Again, I’m not saying that in your case that you should feel responsible for what happened.
What I am saying is that something about THIS case, and this case ALONE, doesn’t sit right with me. I think what you said is exactly what is at issue: “sometimes issues run deep and while it may seem unnatural to take other people into consideration, maybe you should start.” I think it was something deeper behind the Chris Brown-Rihanna relationship that we may never know about. I’m of the opinion that at least the first apology and perhaps even the Larry King interview was a result of damage control done by his handlers–this was more a machination for the sake of PR. Chris Brown is still a kid in my minds eye.
Furthermore, that same idea of me taking criticism should be played fair out to everyone else. Contrary to popular opinion, I handle criticism well, I just don’t handle personal attacks well. This was the first, and hopefully last time I will ever personally attack someone else in the public sphere.
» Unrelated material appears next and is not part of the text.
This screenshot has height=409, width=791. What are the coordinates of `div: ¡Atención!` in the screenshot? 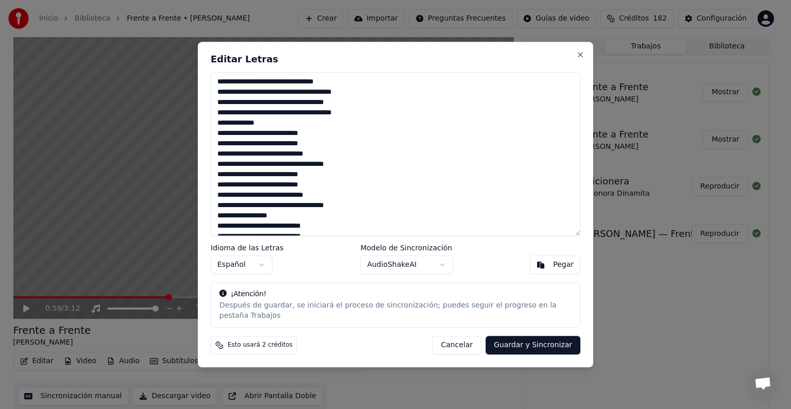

When is criticism not personal attack? What is the difference between criticism and critique of one’s position?
At what age should a young man or a young woman be accountable for criminal activity including assault?
Should a 20 year man be held accountable for his actions?
Why does this feel (sound?) like personal opinion being substituted for another’s personal fact?
Is this about being uppity?
@dowl
The art of argument requires one to not be attached to those views or else every counter-argument is perceived as a personal attack on the being of the person. Critique the person, don’t critique me. I be who I be, that’s not going to change as easily as my argument.
I’m not at all arguing that a 20 year old shouldn’t be held accountable for their actions–male or female. I’m just not convinced that we’re getting the whole story on this issue. Fact of the matter is that we haven’t heard from Rihanna–for whatever reason, and that’s her prerogative. I’m just saying that in these cases, it’s already stacked against the male in this situation. So, in addition to that fact, I just really had a gut feeling that something about this situation doesn’t and didn’t make sense to me.
As I said this 20 year old named Chris Brown, the singer, doesn’t seem to be about himself in this situation. I just saw a big kid who was just doing what his handlers, his mother and his lawyer had advised him to do. He seemed totally immature to handle the situation.
I’m not out and out saying he didn’t do it, neither am I saying he did: I just think there’s more to the story than what we’ve received.
Do you think Chris Brown is taking the ‘fall’ for some else? What? Rhiana ‘faked’ the beat down and paid off someone to lie on her behalf? To cover whom? What?
The 20 year old (immature or not) should not be castigated for his bad (no just bad boy behavior) and unacceptable, mean, cruel and violent acts on another human being, his girlfriend?
Uppity logic required…
@ dowl
There’s always the possibility of both of those scenarios. Motives would be unknown for both of those scenarios.
I raised the latter simply because a woman faking a beating just to get back at a former lover was highlighted in a very popular Martin Lawrence movie in the mid-90s “A Thin Line Between Love And Hate.” For me as a man, I felt absolutely powerless, because there would be nothing I could do in a situation like that–beyond the shadow of a doubt, the authorities take the word of the woman over the man, no questions asked.
Seeing as how Chris Brown has waffled and fumbled the ball on just exactly what he did, it just gave me further proof that something about this didn’t seem right. If he had released a PR statement shortly after the alleged incident that gave a quick and swift apology for his physically abusive actions toward Rihanna, I probably would have still said everything else was a PR machination, but I wouldn’t be making the argument that my gut is telling me we’re missing a good chunk of this story.